Jane Hart will be speaking at 10:45 on Wed the 3rd, on The State of Learning in the Workplace Today (session 110).   Jay Cross will be speaking at 4 PM on Working Smarter: Learning is the REAL Work! (session 310).   Finally, I’ll be speaking on Thursday the 4th at 10:45 on Rethinking eLearning: Performer Augmentation (session 410). I reckon we’ll all be at each of our sessions. I will also be part of the Mobile Learning Jam at 3PM on Wed, speaking with Paul Clothier and Rovy Brannon on An ISD Discussion of Mobile Learning (though I don’t necessarily expect my ITA colleagues to be there for that session).

And, of course, please just do say hello.   I look forward to meeting you or seeing you again!

Co-Curation

25 October 2010 by Clark 1 Comment

In a presentation yesterday by Dr. Deborah Everhart, talking about Web 2.0 and the future of teaching and learning at Berkeley’s new Center of Next Generation of Teaching and Learning, she used the familiar mechanism of transitions from Web 1.0 to Web 2.0.     One of the transitions she described, from Buying to Self-Publishing sparked a thought. This was very much in the context of higher education, but it extends further.

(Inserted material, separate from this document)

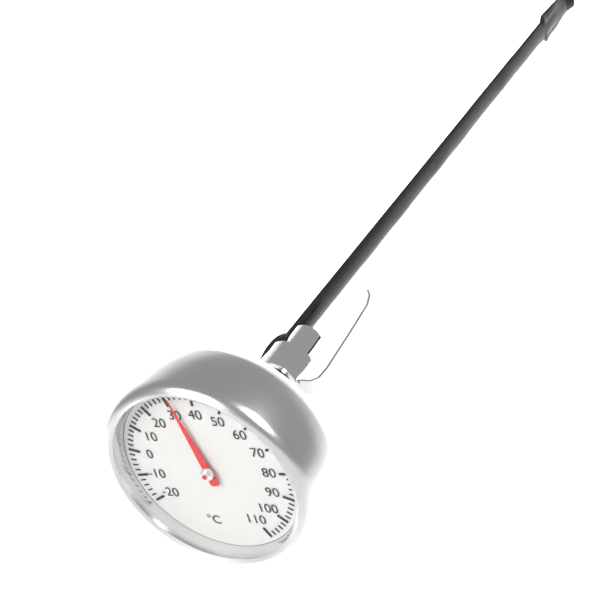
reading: 32 °C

For context, realize that we’re being inundated with knowledge.   One of the roles of our personal learning networks is to follow people who sort through the memes coming along and reframe them into new ideas, posts and more. People like my ITA colleagues and many others (e.g. #lrnchat instigators) are worth following (virtual mentorships) because they are essentially serving as curators for knowledge.

So these people are self-publishing.   In higher education, we think of authors of textbooks, although in a sense they’re curating knowledge as well. And we’re seeing movements where teams are beginning to author texts, not just for publishers but in open access contexts as well.   If we extend this, communities are, increasingly, similarly curating information.

And, really, they’re co-curating. Wikipedia ends up being the ultimate co-curated body of knowledge.   It’s co-creation, but because it’s pulling together bits of knowledge from other places. In the case of innovation, where experts are solving new problems, that’s co-creation, but capturing resources around topics and combining them is a combination of curation and creation, co-curation.

I note that this is not a new term, as librarians have been apparently using it for a while, but I think it’s an important concept in the overall context of learning together; co-creating libraries (have you ever received a request for the books you think are most critical for X :) of resources and references.   It’s a part of the larger picture of creating personal learning environments, personal learning networks, and personal knowledge management.

When I reflect on the fabulous learning that comes from my networks (such as those listed above and ITFORUM), I am really really grateful to those who contribute so that we all learn together. Thanks!